Climate assemblies thus foreground environmental education and civic engagement oriented towards collective climate action. In our forthcoming book Climate Assemblies: New Civic Institutions for a Climate-Changed World (Elstub & Escobar 2025) we assess their potential and limitations. They are not a panacea, but a growing number of cases across Europe (see Knowledge Network on Climate Assemblies), as well as pioneering cases such as the Global Assembly on the Climate and Ecological Crisis, are producing valuable learning for the development of the next generation of democratic innovations.
These experiences often show that citizens tend to be more ambitious than their political leaders when it comes to addressing the climate emergency. Climate assemblies tend to generate proposals that are more environmentally progressive than existing national policies (see Smith’s KNOCA report). They also offer a unique way of involving children and young people, as illustrated by the pioneering work of the Children’s Parliament as part of Scotland’s Climate Assembly in 2020-2022 (see their inspiring report). What is clear so far is that climate assemblies are building new spaces for civic engagement and environmental education –and doing so in ways that are capturing the imagination of organizations as varied as the United Nations and OECD, activist networks such as Extinction Rebellion, and governments of various ideological stripes.

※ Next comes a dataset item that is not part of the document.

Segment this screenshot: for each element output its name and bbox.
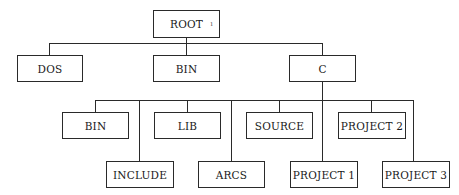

Climate assemblies are just one amongst myriad democratic innovations emerging around the world. But they illustrate how new institutions can be designed to place environmental education and civic engagement at the heart of democratic governance. Navigating the troubled century ahead will require quantum leaps of imagination in action. Nothing less will do if we aspire to become, as Roman Krznaric puts it, good ancestors. This will mean developing more democratic communities, institutions and economies. For that to happen, citizenship must be more than just the act of choosing others to act on our behalf. The crises we face demand the kind of legitimacy and capacity to act that can only emerge from mobilizing democracy’s true potential for collective intelligence and action.

Photo by Delirio Perezas (shared with permission by the author)
This eePRO blog series, Ripple Effect, highlights stories of collaboration and impact among partners in the ee360+ Leadership and Training Collaborative. ee360+ is an ambitious multi-year initiative that connects, trains, and promotes innovative leaders dedicated to using the power of education to create a more just and sustainable future for everyone, everywhere. Led by NAAEE, ee360+ is made possible through funding and support from U.S. EPA and twenty-seven partner organizations representing universities and nonprofits across the country, as well as five federal agencies. Through this partnership, ee360+ brings together more than five decades of expertise to grow, strengthen, and diversify the environmental education field.